Julian Waring, Centre Manager of Newlyn's Fishermen's Mission, feels the men trawling for our feed are often undervalued.

"There are lots of widows we look after here in Newlyn, or families that need support. If fishermen can't fish, they can't earn. It's a very proud profession," he tells me.

"We've got guys who've lost arms, legs, feet. They can't work anymore. There aren't any jobs for these people—all they've done is fished since 15 or 16. It's true, people don't think about it much. We think, Yes, I'll have a bit of fish. It's important, I think, to remember how it got there. It wasn't easy."

The fishermen of Newlyn and the UK are hunter-gatherers; resilient folk who've walked harbour walls and crossed churning seas for hundreds of years.

Today, food appreciation is growing: a better understanding of sustainability and the trade of producers; localism and environmental challenges; which "E numbers" mean what.

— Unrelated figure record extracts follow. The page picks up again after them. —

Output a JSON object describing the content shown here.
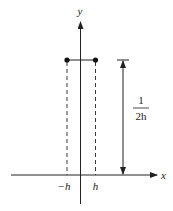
{
  "diagram": {
    "axes": {
      "x_label": "x",
      "y_label": "y"
    },
    "x_ticks": [
      {
        "label": "−h",
        "value": "-h"
      },
      {
        "label": "h",
        "value": "h"
      }
    ],
    "height_annotation": {
      "numerator": "1",
      "denominator": "2h"
    },
    "colors": {
      "line": "#222222",
      "background": "#ffffff"
    }
  }
}
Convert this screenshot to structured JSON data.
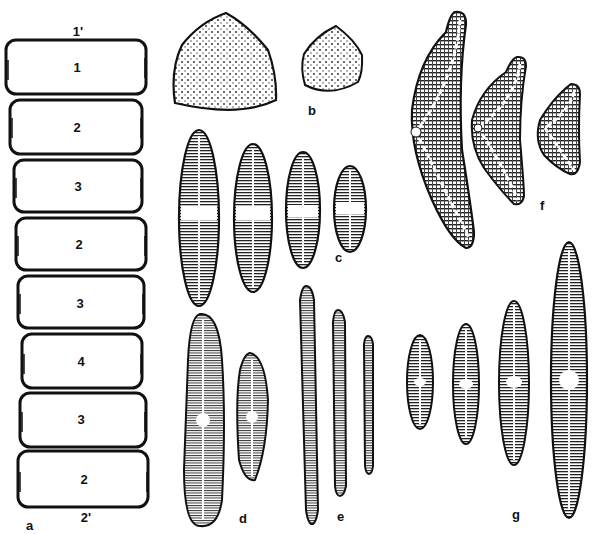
{
  "figure": {
    "panel_a": {
      "label": "a",
      "top_label": "1'",
      "bottom_label": "2'",
      "cells": [
        "1",
        "2",
        "3",
        "2",
        "3",
        "4",
        "3",
        "2"
      ]
    },
    "panel_b": {
      "label": "b"
    },
    "panel_c": {
      "label": "c"
    },
    "panel_d": {
      "label": "d"
    },
    "panel_e": {
      "label": "e"
    },
    "panel_f": {
      "label": "f"
    },
    "panel_g": {
      "label": "g"
    }
  },
  "colors": {
    "ink": "#111111",
    "background": "#ffffff"
  }
}
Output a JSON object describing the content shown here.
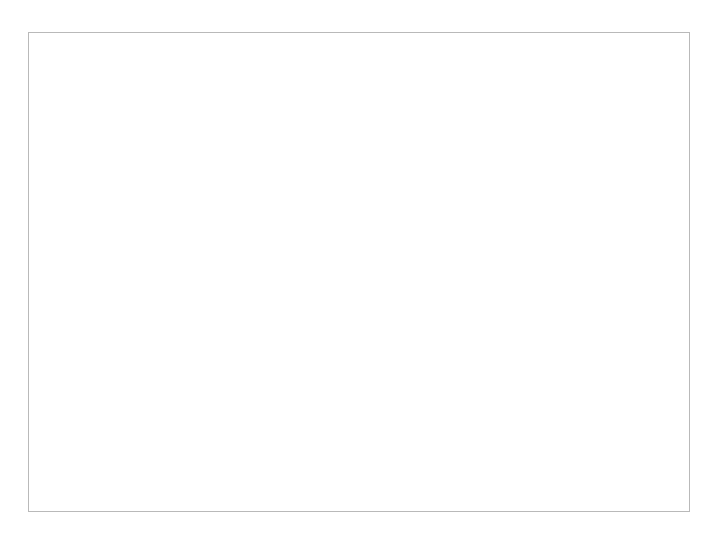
{
  "chart_data": {
    "type": "line",
    "title": "50% Standard Deviation",
    "xlabel": "",
    "ylabel": "",
    "xlim": [
      0,
      17000
    ],
    "ylim": [
      0.8,
      2.2
    ],
    "grid": false,
    "legend_position": "inside-upper-right",
    "xticks": [
      0,
      2000,
      4000,
      6000,
      8000,
      10000,
      12000,
      14000,
      16000
    ],
    "xtick_labels": [
      "0",
      "2000",
      "4000",
      "6000",
      "8000",
      "10000",
      "12000",
      "14000",
      "16000"
    ],
    "yticks": [
      0.8,
      1,
      1.2,
      1.4,
      1.6,
      1.8,
      2,
      2.2
    ],
    "ytick_labels": [
      "0.8",
      "1",
      "1.2",
      "1.4",
      "1.6",
      "1.8",
      "2",
      "2.2"
    ],
    "series": [
      {
        "name": "Without Variance",
        "style": "solid-thin",
        "color": "#4c4c4c",
        "description": "Sawtooth: vertical rise from 1.0 to 2.0 at each doubling point, then exponential decay back to 1.0",
        "points": [
          [
            1000,
            1.0
          ],
          [
            1000,
            2.0
          ],
          [
            1100,
            1.82
          ],
          [
            1200,
            1.66
          ],
          [
            1300,
            1.52
          ],
          [
            1450,
            1.36
          ],
          [
            1600,
            1.24
          ],
          [
            1800,
            1.13
          ],
          [
            2000,
            1.03
          ],
          [
            2050,
            1.0
          ],
          [
            2050,
            2.0
          ],
          [
            2250,
            1.83
          ],
          [
            2450,
            1.69
          ],
          [
            2700,
            1.55
          ],
          [
            3000,
            1.41
          ],
          [
            3300,
            1.31
          ],
          [
            3650,
            1.21
          ],
          [
            4000,
            1.12
          ],
          [
            4050,
            1.0
          ],
          [
            4050,
            2.0
          ],
          [
            4450,
            1.84
          ],
          [
            4900,
            1.7
          ],
          [
            5400,
            1.58
          ],
          [
            6000,
            1.45
          ],
          [
            6600,
            1.34
          ],
          [
            7300,
            1.23
          ],
          [
            8000,
            1.13
          ],
          [
            8150,
            1.0
          ],
          [
            8150,
            2.0
          ],
          [
            8900,
            1.85
          ],
          [
            9800,
            1.72
          ],
          [
            10800,
            1.6
          ],
          [
            12000,
            1.46
          ],
          [
            13200,
            1.34
          ],
          [
            14600,
            1.21
          ],
          [
            16000,
            1.08
          ],
          [
            16350,
            1.01
          ],
          [
            16350,
            2.0
          ]
        ]
      },
      {
        "name": "Base with Variance",
        "style": "dashed",
        "color": "#111111",
        "description": "Near-flat upper trace around 2.06-2.10 with small saw steps at the doubling points",
        "points": [
          [
            1000,
            2.075
          ],
          [
            1100,
            2.062
          ],
          [
            1180,
            2.052
          ],
          [
            1200,
            2.098
          ],
          [
            1400,
            2.093
          ],
          [
            1600,
            2.086
          ],
          [
            1850,
            2.073
          ],
          [
            2030,
            2.062
          ],
          [
            2060,
            2.1
          ],
          [
            2400,
            2.097
          ],
          [
            2800,
            2.094
          ],
          [
            3300,
            2.089
          ],
          [
            3800,
            2.083
          ],
          [
            4030,
            2.079
          ],
          [
            4070,
            2.101
          ],
          [
            4600,
            2.098
          ],
          [
            5200,
            2.094
          ],
          [
            5900,
            2.088
          ],
          [
            6700,
            2.08
          ],
          [
            7500,
            2.072
          ],
          [
            8100,
            2.064
          ],
          [
            8200,
            2.092
          ],
          [
            9000,
            2.09
          ],
          [
            10000,
            2.086
          ],
          [
            10450,
            2.062
          ],
          [
            10550,
            2.098
          ],
          [
            11500,
            2.096
          ],
          [
            12500,
            2.094
          ],
          [
            13500,
            2.091
          ],
          [
            14500,
            2.087
          ],
          [
            15500,
            2.082
          ],
          [
            16350,
            2.077
          ]
        ]
      },
      {
        "name": "Simple Enhancement",
        "style": "solid-thick",
        "color": "#171717",
        "description": "Nearly flat line at about 1.45 with very small ripples",
        "points": [
          [
            1000,
            1.449
          ],
          [
            1200,
            1.452
          ],
          [
            1350,
            1.461
          ],
          [
            1500,
            1.455
          ],
          [
            1750,
            1.448
          ],
          [
            2000,
            1.45
          ],
          [
            2300,
            1.456
          ],
          [
            2600,
            1.461
          ],
          [
            2900,
            1.458
          ],
          [
            3400,
            1.451
          ],
          [
            4000,
            1.448
          ],
          [
            4600,
            1.45
          ],
          [
            5200,
            1.457
          ],
          [
            5800,
            1.462
          ],
          [
            6400,
            1.46
          ],
          [
            7200,
            1.456
          ],
          [
            8200,
            1.453
          ],
          [
            9200,
            1.455
          ],
          [
            10400,
            1.457
          ],
          [
            11600,
            1.456
          ],
          [
            13000,
            1.454
          ],
          [
            14500,
            1.453
          ],
          [
            16350,
            1.452
          ]
        ]
      },
      {
        "name": "Enhancement",
        "style": "dotted",
        "color": "#111111",
        "description": "Flat dotted line at about 1.34",
        "points": [
          [
            1000,
            1.338
          ],
          [
            3000,
            1.339
          ],
          [
            6000,
            1.34
          ],
          [
            10000,
            1.341
          ],
          [
            13000,
            1.341
          ],
          [
            16350,
            1.341
          ]
        ]
      }
    ],
    "legend": [
      {
        "label": "Without Variance",
        "style": "solid-thin"
      },
      {
        "label": "Base with Variance",
        "style": "dashed"
      },
      {
        "label": "Simple Enhancement",
        "style": "solid-thick"
      },
      {
        "label": "Enhancement",
        "style": "dotted"
      }
    ]
  }
}
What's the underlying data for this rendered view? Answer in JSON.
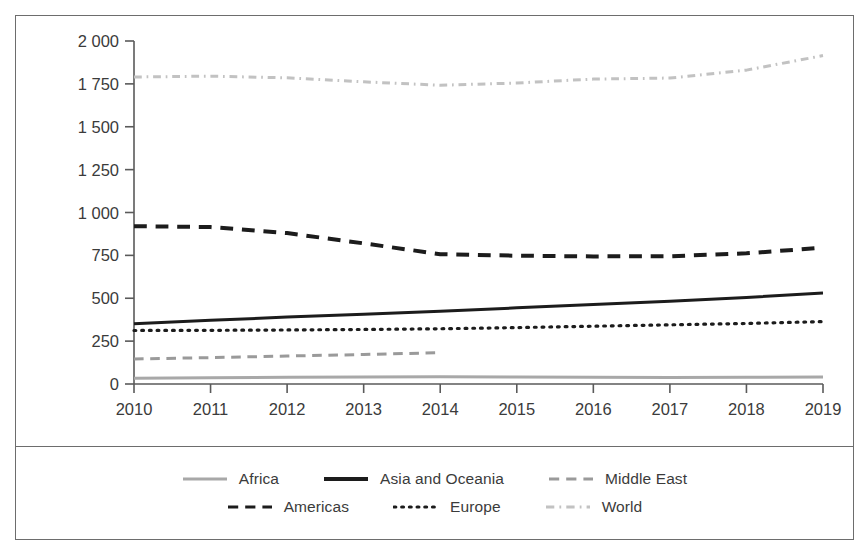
{
  "chart_data": {
    "type": "line",
    "title": "",
    "xlabel": "",
    "ylabel": "Constant (2018) US$ billion",
    "x": [
      2010,
      2011,
      2012,
      2013,
      2014,
      2015,
      2016,
      2017,
      2018,
      2019
    ],
    "xlim": [
      2010,
      2019
    ],
    "ylim": [
      0,
      2000
    ],
    "ytick_values": [
      0,
      250,
      500,
      750,
      1000,
      1250,
      1500,
      1750,
      2000
    ],
    "ytick_labels": [
      "0",
      "250",
      "500",
      "750",
      "1 000",
      "1 250",
      "1 500",
      "1 750",
      "2 000"
    ],
    "xtick_labels": [
      "2010",
      "2011",
      "2012",
      "2013",
      "2014",
      "2015",
      "2016",
      "2017",
      "2018",
      "2019"
    ],
    "grid": false,
    "legend_position": "bottom",
    "series": [
      {
        "name": "Africa",
        "style": "solid",
        "color": "#a8a8a8",
        "width": 3.0,
        "values": [
          33,
          36,
          39,
          41,
          42,
          41,
          39,
          38,
          39,
          41
        ]
      },
      {
        "name": "Asia and Oceania",
        "style": "solid",
        "color": "#1c1c1c",
        "width": 3.0,
        "values": [
          351,
          371,
          390,
          406,
          424,
          444,
          464,
          482,
          505,
          530
        ]
      },
      {
        "name": "Middle East",
        "style": "dashed",
        "color": "#9a9a9a",
        "width": 3.0,
        "values": [
          146,
          154,
          163,
          172,
          183,
          null,
          null,
          null,
          null,
          null
        ]
      },
      {
        "name": "Americas",
        "style": "dashed",
        "color": "#1c1c1c",
        "width": 4.0,
        "values": [
          920,
          915,
          880,
          820,
          757,
          748,
          744,
          745,
          762,
          795
        ]
      },
      {
        "name": "Europe",
        "style": "dotted",
        "color": "#1c1c1c",
        "width": 3.2,
        "values": [
          312,
          313,
          315,
          318,
          322,
          329,
          337,
          345,
          353,
          364
        ]
      },
      {
        "name": "World",
        "style": "dashdot",
        "color": "#c2c2c2",
        "width": 3.0,
        "values": [
          1790,
          1795,
          1785,
          1762,
          1742,
          1755,
          1778,
          1784,
          1830,
          1915
        ]
      }
    ]
  },
  "legend": {
    "rows": [
      [
        {
          "label": "Africa",
          "style": "solid",
          "color": "#a8a8a8"
        },
        {
          "label": "Asia and Oceania",
          "style": "solid",
          "color": "#1c1c1c"
        },
        {
          "label": "Middle East",
          "style": "dashed",
          "color": "#9a9a9a"
        }
      ],
      [
        {
          "label": "Americas",
          "style": "dashed",
          "color": "#1c1c1c"
        },
        {
          "label": "Europe",
          "style": "dotted",
          "color": "#1c1c1c"
        },
        {
          "label": "World",
          "style": "dashdot",
          "color": "#c2c2c2"
        }
      ]
    ]
  },
  "axis": {
    "color": "#5a5a5a"
  }
}
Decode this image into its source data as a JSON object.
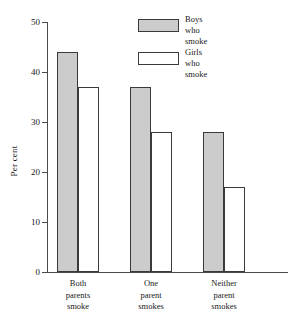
{
  "chart_data": {
    "type": "bar",
    "title": "",
    "xlabel": "",
    "ylabel": "Per cent",
    "ylim": [
      0,
      50
    ],
    "yticks": [
      0,
      10,
      20,
      30,
      40,
      50
    ],
    "grid": false,
    "legend_position": "top-center",
    "categories": [
      "Both parents smoke",
      "One parent smokes",
      "Neither parent smokes"
    ],
    "category_lines": [
      [
        "Both",
        "parents",
        "smoke"
      ],
      [
        "One",
        "parent",
        "smokes"
      ],
      [
        "Neither",
        "parent",
        "smokes"
      ]
    ],
    "series": [
      {
        "name": "Boys who smoke",
        "name_lines": [
          "Boys",
          "who",
          "smoke"
        ],
        "color": "#cccccc",
        "values": [
          44,
          37,
          28
        ]
      },
      {
        "name": "Girls who smoke",
        "name_lines": [
          "Girls",
          "who",
          "smoke"
        ],
        "color": "#ffffff",
        "values": [
          37,
          28,
          17
        ]
      }
    ]
  },
  "axis": {
    "y_title": "Per cent",
    "tick_labels": [
      "50",
      "40",
      "30",
      "20",
      "10",
      "0"
    ]
  },
  "legend": {
    "items": [
      {
        "line1": "Boys",
        "line2": "who",
        "line3": "smoke"
      },
      {
        "line1": "Girls",
        "line2": "who",
        "line3": "smoke"
      }
    ]
  },
  "categories": [
    {
      "line1": "Both",
      "line2": "parents",
      "line3": "smoke"
    },
    {
      "line1": "One",
      "line2": "parent",
      "line3": "smokes"
    },
    {
      "line1": "Neither",
      "line2": "parent",
      "line3": "smokes"
    }
  ],
  "colors": {
    "boys_fill": "#cccccc",
    "girls_fill": "#ffffff",
    "stroke": "#3a3a3a",
    "axis": "#4a4a4a"
  }
}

But fishermen don't have farmer's markets and shop fronts. They have boats on the horizon. And the next time we sit down to a pan-fried halibut, covered in steaming cockles, dripping in butter and speckled with big, crunchy grains of sea salt, it'd be fitting to remember its true price.

Josh Barrie travelled to Cornwall with First Great Western and stayed at the Dolphin Tavern, Penzance.